The United States is an overgrown police state, which of necessity comes with our overgrown criminal justice system that incarcerates nearly one quarter of the world’s prison population and has the highest prison population rate per capita, even far surpassing China, that bastion of human rights abuses.

The United States can at once shrink its police state, improve the quality of everyone working in the criminal justice system on the government payroll, better protect civil liberties, better balance overgrown government budgets, and significantly reduce taxes by legalizing marijuana, gambling and prostitution; decriminalizing drugs; eliminating mandatory minimum sentencing; eliminating the death penalty; and eliminating per se guilty rules for drinking and driving cases.

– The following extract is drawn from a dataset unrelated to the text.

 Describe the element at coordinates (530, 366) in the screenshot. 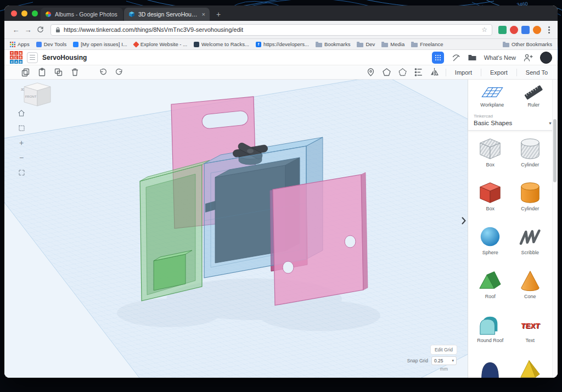

I see `shape-pyramid` at that location.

The United States is at a critical crossroads for overhauling the police state, supporting good policing and speaking out over wrong policing, in the face of widespread police abuse, with some of the starker recent examples being the deaths of Michael Brown and Eric Garner, and the recent police tackling of athlete James Blake as the wrong suspect for a non-violent crime. The violence against police and rioting in response of course is unjustified, and invites many police to dig in their heels all the more in an us-versus-them approach to policing, when police are actually a necessary evil that exist to serve the public, and not the other way around, and certainly not for the public to be fearful of and kowtowing to the police.

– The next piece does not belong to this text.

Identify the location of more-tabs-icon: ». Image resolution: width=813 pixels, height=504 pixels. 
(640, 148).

Everyone has their role to reverse police abuse.

First, fewer police would be needed if our criminal laws were not as over-criminalized as detailed above. Second, fewer police would be needed if fewer crimes were committed, which would be the case after reducing our over-criminalized laws, by people breaking laws less frequently, and by people being more supportive of each other so that fewer people feel so isolated, uncared for, and marginalized that they will commit crimes.

For civilians, police and government, we should heed the good sense of Ram Dass of the need to eliminate the us-versus-them polarities in dealing with police, police suspects and everyone else. We all live together on this small planet and must come together in a real and effective way to make this planet a better place.

Police need to know and remember that power can corrupt, and they must learn how not to abuse nor exceed their power, and to treat people the way the police want to be treated, even when an angry or distraught suspect is not doing the same in dealing with the police.

Civilians need to acknowledge the tension and even fear that many police feel after the flashpoint that Ferguson served for a substantially increased and wide-ranging population of people to speak out against police abuse in the United States, and Ferguson’s flashpoint for more violence against police and public mistrust of police.

Police need to realize that peaceful and effective public outcries against police abuse are essential. Honorable people, whether police or others, want honorable people in their ranks. After Ferguson, we saw some police stand up very publicly against police abuse; more should join those voices.

Police also need to realize that they not only are obligated to follow the Bill of Rights — including its provisions about the right of suspects to remain silence and about limits on police searches and seizures — but that they never should have contempt for the Bill of Rights, nor for the criminal defense and civil lawyers who fight for those rights.

Government needs to realize that too many police are like matches that create forest fires. It is easier to avoid lighting the match in the first place than to try to stop the forest fire.

My above blueprint will only work if enough people accept it and work hard at it. I am in.